I bought 2 broccoli seedlings and planted them, then seeded radish and turnip.





spotted a praying mantis on the fence as I was putting up the tools, such cool creatures!


I bought 2 broccoli seedlings and planted them, then seeded radish and turnip.





spotted a praying mantis on the fence as I was putting up the tools, such cool creatures!



I harvested enough beets to can 7 pints today. Planted: https://gallistead.com/2025/02/06/carrots-radish-lettuce-and-beets-planted-2-6-2025/

The recipe was pretty simple:
I waited too late to harvest the carrots, so they are bitter, but it is still interesting to see the difference between the two groups of plants. The carrots planted in old soil are nice and big, but the carrots planted in new soil are tiny. See https://gallistead.com/2025/04/14/comparison-of-new-soil-with-old-soil/


The initial cantaloupes I planted 6 days ago have sprouted. See https://gallistead.com/2025/05/12/melons-planted-5-12-2025/ for list of the 15 varieties of cantaloupe, muskmelon, and honeydew melon I planted. Over the weekend, I also planted watermelon and added drip tape to the area too. I have 92 sites where I planted 3 to 5 seeds each. Once the plants are growing for a few weeks, I’ll remove all but 2 vines at each site.

Ten Varieties of Watermelon

I like to use a handful of moist potting soil that way when they sprout I know for sure that it’s the seeds I planted not weeds.


I’m late by a few weeks, but started tonight just before sundown. Planted 18 mounds with 3 seeds each.
Varieties are:

















These poor pepper plants have lived a rough life indoors recently. They have been infested with aphids. I’ve tortured them / washed them multiple times, sprayed with alcohol solution, but haven’t been able to get it under control. It finally warmed up enough for me to set them outdoors, and that seems to have attracted enough predator insects to put the problem in control. This afternoon, I planted 20 of them in my the space I had in my front-yard raised beds. Varieties of pepper are: mild jalapeño, TAM jalapeño, standard jalepeno, Red Corno Di Toro, and a sweet bell pepper mix. The eggplant is black beauty. The tomatoes that I transplanted on 2/22 are huge now and have fruit on them.

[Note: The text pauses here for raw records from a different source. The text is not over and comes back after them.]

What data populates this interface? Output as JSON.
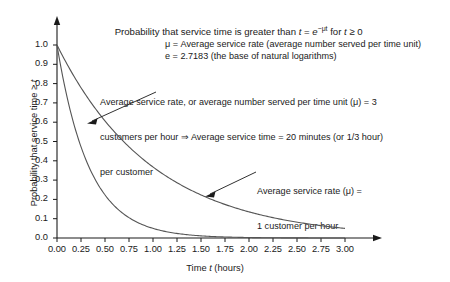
{
  "chart_data": {
    "type": "line",
    "title": "Probability that service time is greater than t = e−μt for t ≥ 0",
    "title_parts": {
      "lead": "Probability that service time is greater than ",
      "var_t": "t",
      "eq": " = ",
      "base_e": "e",
      "exponent": "−μt",
      "tail": " for ",
      "var_t2": "t",
      "cond": " ≥ 0"
    },
    "xlabel": "Time t (hours)",
    "xlabel_parts": {
      "lead": "Time ",
      "var": "t",
      "tail": " (hours)"
    },
    "ylabel": "Probability that service time ≥ t",
    "ylabel_parts": {
      "lead": "Probability that service time ≥ ",
      "var": "t"
    },
    "xlim": [
      0,
      3
    ],
    "ylim": [
      0,
      1
    ],
    "xticks": [
      "0.00",
      "0.25",
      "0.50",
      "0.75",
      "1.00",
      "1.25",
      "1.50",
      "1.75",
      "2.00",
      "2.25",
      "2.50",
      "2.75",
      "3.00"
    ],
    "xtick_values": [
      0,
      0.25,
      0.5,
      0.75,
      1,
      1.25,
      1.5,
      1.75,
      2,
      2.25,
      2.5,
      2.75,
      3
    ],
    "yticks": [
      "0.0",
      "0.1",
      "0.2",
      "0.3",
      "0.4",
      "0.5",
      "0.6",
      "0.7",
      "0.8",
      "0.9",
      "1.0"
    ],
    "ytick_values": [
      0,
      0.1,
      0.2,
      0.3,
      0.4,
      0.5,
      0.6,
      0.7,
      0.8,
      0.9,
      1
    ],
    "grid": false,
    "legend_position": "inline-annotations",
    "series": [
      {
        "name": "mu = 3 customers per hour",
        "mu": 3,
        "formula": "e^(-3t)",
        "x": [
          0,
          0.25,
          0.5,
          0.75,
          1,
          1.25,
          1.5,
          1.75,
          2,
          2.25,
          2.5,
          2.75,
          3
        ],
        "values": [
          1.0,
          0.472,
          0.223,
          0.105,
          0.05,
          0.024,
          0.011,
          0.005,
          0.002,
          0.001,
          0.001,
          0.0,
          0.0
        ]
      },
      {
        "name": "mu = 1 customer per hour",
        "mu": 1,
        "formula": "e^(-t)",
        "x": [
          0,
          0.25,
          0.5,
          0.75,
          1,
          1.25,
          1.5,
          1.75,
          2,
          2.25,
          2.5,
          2.75,
          3
        ],
        "values": [
          1.0,
          0.779,
          0.607,
          0.472,
          0.368,
          0.287,
          0.223,
          0.174,
          0.135,
          0.105,
          0.082,
          0.064,
          0.05
        ]
      }
    ],
    "annotations": [
      {
        "id": "mu-definition",
        "lines": [
          "μ = Average service rate (average number served per time unit)",
          "e = 2.7183 (the base of natural logarithms)"
        ]
      },
      {
        "id": "callout-mu-3",
        "lines": [
          "Average service rate, or average number served per time unit (μ) = 3",
          "customers per hour ⇒ Average service time = 20 minutes (or 1/3 hour)",
          "per customer"
        ],
        "points_to_series": "mu = 3 customers per hour"
      },
      {
        "id": "callout-mu-1",
        "lines": [
          "Average service rate (μ) =",
          "1 customer per hour"
        ],
        "points_to_series": "mu = 1 customer per hour"
      }
    ]
  },
  "notes": {
    "mu_line": "μ = Average service rate (average number served per time unit)",
    "e_line": "e = 2.7183 (the base of natural logarithms)",
    "callout_mu3_l1": "Average service rate, or average number served per time unit (μ) = 3",
    "callout_mu3_l2": "customers per hour ⇒ Average service time = 20 minutes (or 1/3 hour)",
    "callout_mu3_l3": "per customer",
    "callout_mu1_l1": "Average service rate (μ) =",
    "callout_mu1_l2": "1 customer per hour"
  },
  "colors": {
    "axis": "#1a1a1a",
    "curve": "#555555",
    "background": "#ffffff",
    "text": "#1a1a1a"
  }
}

I started off this year with an experiment of 2 identical raised beds. In one, I moved in garden soil from an established raised bed, and in the other, I filled with brand new soil mix from Living Earth. I planted 2 different varieties of onion on 2/2 and planted carrots, radish, lettuce, and beets on 2/6. We had pretty bad freezing weather for multiple days that killed a lot of the seedlings and about half of the onions. You can see in the picture how much better the old soil performs. The new soil has a lot of wood bark in it, and that wood is tying up all the nitrogen while decomposing. I’ve added blood meal to help, but you can see what a difference in growth is between the two.

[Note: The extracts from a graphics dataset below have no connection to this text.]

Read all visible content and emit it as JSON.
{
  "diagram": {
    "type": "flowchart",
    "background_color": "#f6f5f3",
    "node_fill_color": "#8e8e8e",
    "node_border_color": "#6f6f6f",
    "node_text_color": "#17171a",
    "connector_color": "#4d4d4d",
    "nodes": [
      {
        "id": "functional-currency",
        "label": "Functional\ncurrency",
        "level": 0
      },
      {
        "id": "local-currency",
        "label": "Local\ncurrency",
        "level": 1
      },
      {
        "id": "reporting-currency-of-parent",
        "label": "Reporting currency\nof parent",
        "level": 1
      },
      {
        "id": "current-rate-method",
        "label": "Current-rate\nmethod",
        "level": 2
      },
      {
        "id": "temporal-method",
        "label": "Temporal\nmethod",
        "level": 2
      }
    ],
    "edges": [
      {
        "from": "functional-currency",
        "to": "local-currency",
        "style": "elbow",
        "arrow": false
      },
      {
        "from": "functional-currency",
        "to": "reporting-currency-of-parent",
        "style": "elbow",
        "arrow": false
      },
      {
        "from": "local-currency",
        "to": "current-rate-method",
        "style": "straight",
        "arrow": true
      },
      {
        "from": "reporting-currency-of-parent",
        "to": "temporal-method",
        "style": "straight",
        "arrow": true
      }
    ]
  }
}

I decided I didn’t like where I planted the 2 goji berry plants. They are in the way of the in-ground garden and one of them was growing so big it was getting into the lawn mower storage area. I dug them up and transplanted them to the area where the chicken pen will be located.

The root system was huge and I was able to separate off multiple rootings that were sizeable. I planted 11 of them around the perimeter of the new chicken pen. My plan is to let the chickens graze on the fruit when it is ripe. The fruit is hard to harvest because it is so tiny… it takes a lot of effort and each fruit is about the size of a raisin, so it is not worth the time, but the chickens are very good at harvesting and they love it too.

I while back, I ordered some trees from cold stream farm. The 2 red mulberry plants are planted on the west border of the new chicken pen. These trees should grow pretty fast and will provide shade that the chickens appreciate. Mulberry trees are messy, their fruit drops and stains the ground wherever they land. But this seems like a good tree to have hanging over a chicken pen… the chickens will clean up any fruit!

First I rolled the back garden and hilled it in rows.

Within 3 hours of Aiden’s help, we had the valleys filled with wood chips

Next I trimmed off all the lower branches, dug shallow trenches and laid the tall tomato seedlings in the trenches.


It was a fairly windy day, and none of these plants were properly hardened off, so I hope they turn out ok.

The day after freezing weather I decided to rush it and go ahead and put a few plants in the ground. I used some walls of water — these covers create a microclimate that lets you plant outdoors earlier than normal. They are a thermal mass that heats during the day and then return that heat to the plant at night. They also protect from direct sun and wind. I didn’t harden these plants off at all, went directly from the warm cozy house and grow lights to directly outside. We’ll see how it works out!



It got down to 33° last night and the plants look happy this morning no problems detected.

I didn’t take a picture of the 4 additional tomatoes I planted in the raised bed in front of the house.